About

Hailey Allen’s work is rooted in sustained attention to the ways people make sense of their lives. With high value placed on listening and observation, she helps people make meaning of their lives, how they endure, how they connect, and what they create.

Hailey began her career as a staff reporter for the Crimson White in Tuscaloosa, Alabama, during the aftermath of the April 2011 tornado “super outbreak.” There, she learned to approach storytelling as a form of presence, public record, and continuity amidst conditions of devastation and fragmentation. Covering the aftermath of a community in crisis shaped her understanding of journalism as a practice of witnessing reality as it unfolds, and using story as a tool to preserve meaning within moments that resist easy explanation.

After graduating with a B.A. in Journalism and Political Science, she continued her work as a reporter and editor for a local community newspaper. As the only full time staff reporter for the duration of her 2-year tenure, Hailey contributed to building the narrative life of a small town by establishing a reporting practice grounded in trust, continuity, and shared understanding of place. Leaving behind the crisis reporting of her genesis, she came to see story as a form of stewardship that sustains the stability of community life and identity through change.

Hailey’s transition into institutional communications began at an R-1 public research university, where she was introduced to the logic of large systems, bureaucracy, and the challenge of making novel information legible to the public. In her role as a communication specialist, she learned to translate complex academic and administrative work into accessible forms of media, successfully balancing clarity with nuance.

Over time, her work has moved across contexts and scales. From editorial storytelling and teaching to national accountability campaigns and research, Hailey specializes in creating contexts and environments that offer structure and support to others who are developing their own voice and perspective. As a communications consultant for an international humanitarian foundation, she contributed to efforts that shape how social movements are understood and represented to diverse audiences across the world. In every role, her work has maintains its integrity by connecting observation, research, and lived experience to meaningful public stories.

She is currently completing a Ph.D. at the University of North Carolina at Chapel Hill. Her research—affectionately referred to as The Waffle House Project—examines how everyday infrastructures come to function as historical sites where labor, culture, and social systems are experienced, sustained, and transformed.

Hailey is most inspired when the world becomes legible in new ways. She uses communication to make that process possible for others and to chronicle its presence upon arrival.

She holds the belief that communication is the medium through which the world is made real; and her aim is to contribute to the way that world is negotiated, appears, is transformed, and is sustained.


**What the task requires:**
Search the data for the string "will" and extract every line where it appears.

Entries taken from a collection
■ ■ ■ ■ ■

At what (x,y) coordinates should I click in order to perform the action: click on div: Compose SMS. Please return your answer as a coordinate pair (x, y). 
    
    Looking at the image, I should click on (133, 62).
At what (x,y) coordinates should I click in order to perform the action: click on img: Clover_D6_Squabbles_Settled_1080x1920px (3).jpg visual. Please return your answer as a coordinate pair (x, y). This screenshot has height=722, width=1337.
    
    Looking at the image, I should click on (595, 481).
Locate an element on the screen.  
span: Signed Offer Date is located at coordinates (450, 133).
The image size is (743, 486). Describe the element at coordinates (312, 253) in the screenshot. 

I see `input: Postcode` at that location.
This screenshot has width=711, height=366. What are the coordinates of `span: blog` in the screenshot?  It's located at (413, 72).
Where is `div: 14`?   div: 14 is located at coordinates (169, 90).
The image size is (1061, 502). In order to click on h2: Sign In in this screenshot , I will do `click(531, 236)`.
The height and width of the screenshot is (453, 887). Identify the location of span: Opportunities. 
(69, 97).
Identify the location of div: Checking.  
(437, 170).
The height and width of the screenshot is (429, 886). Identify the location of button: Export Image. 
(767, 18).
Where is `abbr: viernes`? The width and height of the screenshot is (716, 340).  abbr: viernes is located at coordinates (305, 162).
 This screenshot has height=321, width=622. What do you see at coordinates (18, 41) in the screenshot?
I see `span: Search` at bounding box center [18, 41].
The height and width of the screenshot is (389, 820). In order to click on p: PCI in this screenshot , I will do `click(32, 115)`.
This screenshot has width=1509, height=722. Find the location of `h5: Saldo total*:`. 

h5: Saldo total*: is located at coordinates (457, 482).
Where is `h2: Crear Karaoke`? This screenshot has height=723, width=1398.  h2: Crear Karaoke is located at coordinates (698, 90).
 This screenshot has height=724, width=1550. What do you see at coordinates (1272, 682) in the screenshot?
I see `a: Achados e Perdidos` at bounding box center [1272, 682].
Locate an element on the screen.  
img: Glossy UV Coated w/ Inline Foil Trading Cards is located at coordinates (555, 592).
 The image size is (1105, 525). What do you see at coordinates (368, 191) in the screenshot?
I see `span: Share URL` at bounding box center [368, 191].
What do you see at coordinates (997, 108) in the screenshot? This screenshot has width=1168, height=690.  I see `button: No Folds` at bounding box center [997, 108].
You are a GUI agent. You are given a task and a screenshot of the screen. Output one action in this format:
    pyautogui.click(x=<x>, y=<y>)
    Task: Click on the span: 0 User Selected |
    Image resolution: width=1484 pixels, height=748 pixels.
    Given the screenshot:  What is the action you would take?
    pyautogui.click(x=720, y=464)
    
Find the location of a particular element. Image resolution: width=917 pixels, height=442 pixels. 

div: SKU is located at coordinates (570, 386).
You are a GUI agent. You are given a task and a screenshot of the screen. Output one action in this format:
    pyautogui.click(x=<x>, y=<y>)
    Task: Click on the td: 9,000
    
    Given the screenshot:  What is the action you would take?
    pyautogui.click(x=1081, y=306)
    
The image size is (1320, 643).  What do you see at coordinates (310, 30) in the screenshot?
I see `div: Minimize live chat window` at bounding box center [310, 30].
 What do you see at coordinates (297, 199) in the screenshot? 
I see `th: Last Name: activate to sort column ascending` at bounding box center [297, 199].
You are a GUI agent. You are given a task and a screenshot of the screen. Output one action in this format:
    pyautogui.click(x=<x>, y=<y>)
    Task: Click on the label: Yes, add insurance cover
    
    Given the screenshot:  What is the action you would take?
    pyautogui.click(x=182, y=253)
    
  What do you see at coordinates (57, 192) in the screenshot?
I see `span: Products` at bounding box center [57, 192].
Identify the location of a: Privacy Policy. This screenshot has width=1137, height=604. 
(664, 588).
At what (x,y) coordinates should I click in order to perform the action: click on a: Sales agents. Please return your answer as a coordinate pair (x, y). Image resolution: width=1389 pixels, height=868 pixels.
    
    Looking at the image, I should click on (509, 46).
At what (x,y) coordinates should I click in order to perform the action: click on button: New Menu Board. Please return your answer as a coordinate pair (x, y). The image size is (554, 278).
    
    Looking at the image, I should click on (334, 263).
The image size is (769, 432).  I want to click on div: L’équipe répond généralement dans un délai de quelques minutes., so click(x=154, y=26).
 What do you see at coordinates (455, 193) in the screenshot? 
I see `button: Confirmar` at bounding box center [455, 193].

■ ■ ■ ■ ■

**Written response:**
The image size is (1061, 502). In order to click on h2: Sign In in this screenshot , I will do `click(531, 236)`.
The height and width of the screenshot is (389, 820). In order to click on p: PCI in this screenshot , I will do `click(32, 115)`.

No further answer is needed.